Russia agrees to investigate Allofmp3
Russia has bowed under the U.S. pressure and has agreed to investigate the legality of the controversial AllofMP3.com music service.
As Russia signed an agreement with the Office of the U.S. Trade Representative, in order to get an entry to the World Trade Organization, it has agreed to take action against digital piracy. U.S. Trade Representative has issued a press release stating that Russia will "investigate and prosecute companies that illegally distribute copyright works on the Internet". So, this incldues AllfMP3.com and other similar services that operate in Russia.

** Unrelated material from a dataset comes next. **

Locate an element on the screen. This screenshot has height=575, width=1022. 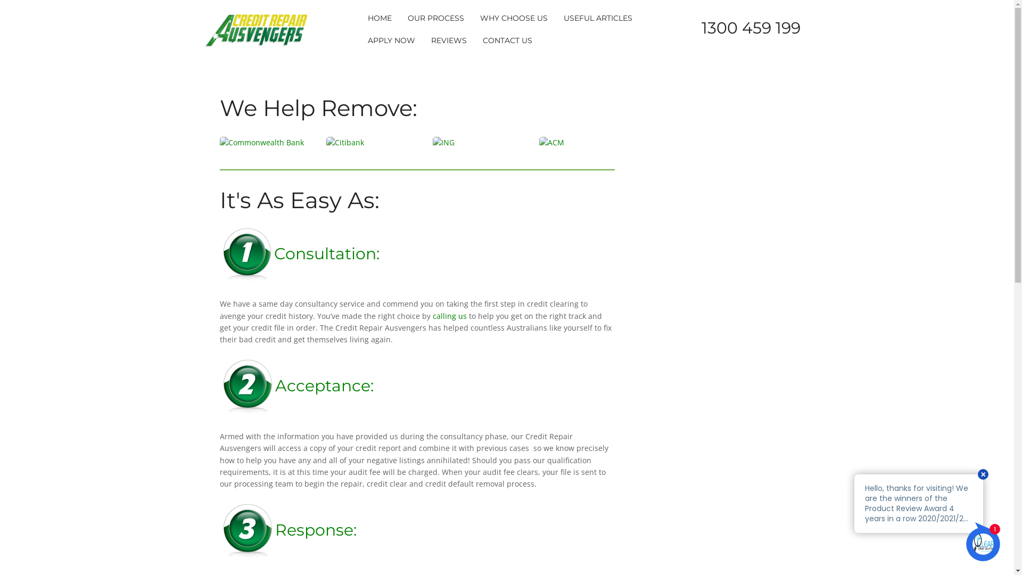
ACM is located at coordinates (584, 143).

The problem is, however, that AllofMP3 is a legal service under the current Russian copyright legislation. The company sells music over the Net for extremely cheap price, without DRM hassle and allows customers to freely choose the audio compression method and quality they wish to have their music encoded with. As a summary, the site works exactly like a good legal online distribution channel should work, in order to fight against P2P networks. The problem, U.S. government and the lobby groups behind its demands, has with AllofMP3 and other similar services is that the royalties the companies pay to labels, are minimal or non-existent -- but still in line with the current Russian legislation.

A lawyer defending Net users that have been sued by the music industry's lobby group, RIAA, claims that the evidence -- or actually the lack of it -- in one of the cases RIAA is pushing in courts, if accepted, would effectively shut down the whole Internet.

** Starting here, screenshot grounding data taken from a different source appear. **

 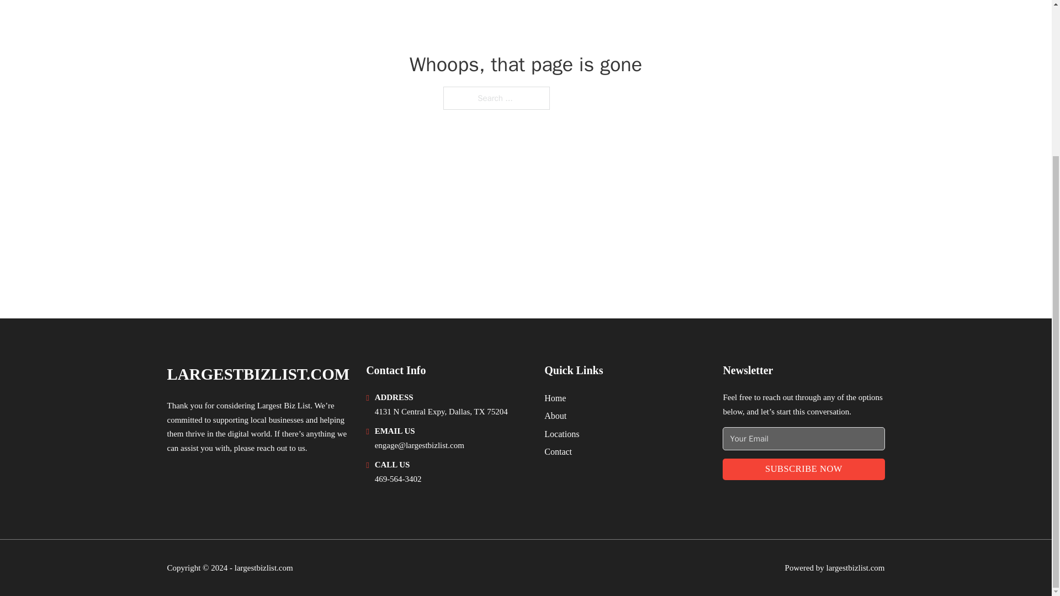 What do you see at coordinates (558, 452) in the screenshot?
I see `Contact` at bounding box center [558, 452].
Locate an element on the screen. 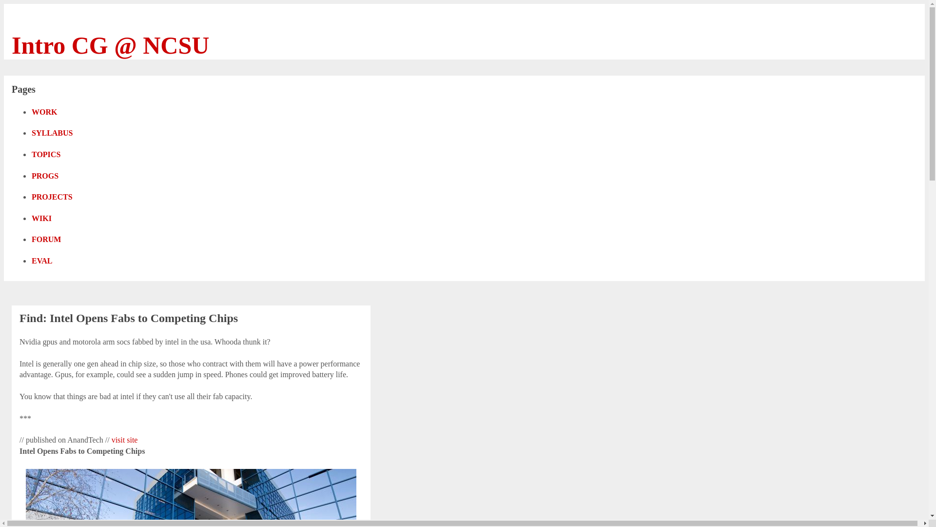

Today, all the major lobby organizations of the recording industry jointly announced that they want to start charging cell phone manufacturers a levy for each cell phone sold that is capable of playing MP3s or other music formats.
As many of our users probably have already noticed, we launched a fully revamped version of our main home page today. The new front page gives a better idea of the constant flow of various content updates that happen on our site almost 24 hours a day, mixing together the software updates, news articles and game downloads.